A Student Performance in Memory of the Virginia Tech Shooting
On the afternoon of April 16, six Eugene Lang students, dressed in black, performed a unique kind of memorial around Wollman Hall. Under the direction of Lang Professor Zishan Ugurlu, each student recited lengthy monologues simultaneously.
Some of them also played musical instruments, like the guitar or saxophone.
Eric Ehn, Director of Playwriting at Brown University, wrote the monologues as a performance memorial to the 32 victims of the Virginia Tech shooting of April 16, 2007. Five years after the tragedy, the project was performed on 24 university campuses across the country, including Whittier College, the University of Texas at Austin, and Brown University. The families of six of the victims declined to allow their parts to be used in the national performance.

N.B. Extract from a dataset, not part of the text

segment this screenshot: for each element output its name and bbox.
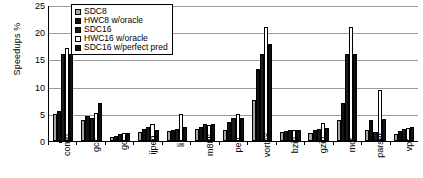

Through the cacophony of the voices all speaking at once, Ehn’s piece aims at creating an atmosphere of solemn meditation, to be wandered through by audience members. Eugene Lang’s press release on The New Schools Events Calendar online, describes it as “an outsider’s meditation on the lives of the victims of the Virginia Tech shooting,” and claims that it does not solely focus on the lives of the victims, but also the struggle society faces after tragedy.
For each part, Ehn interviewed families and friends of the victims, some of which had reservations about the project. Many parts of the monologues contain Biblical references, and several of them are spoken in Spanish, French, or Portuguese.
Apart from being a living memorial, the project also intends to look into the nature of remembrance and mourning in America.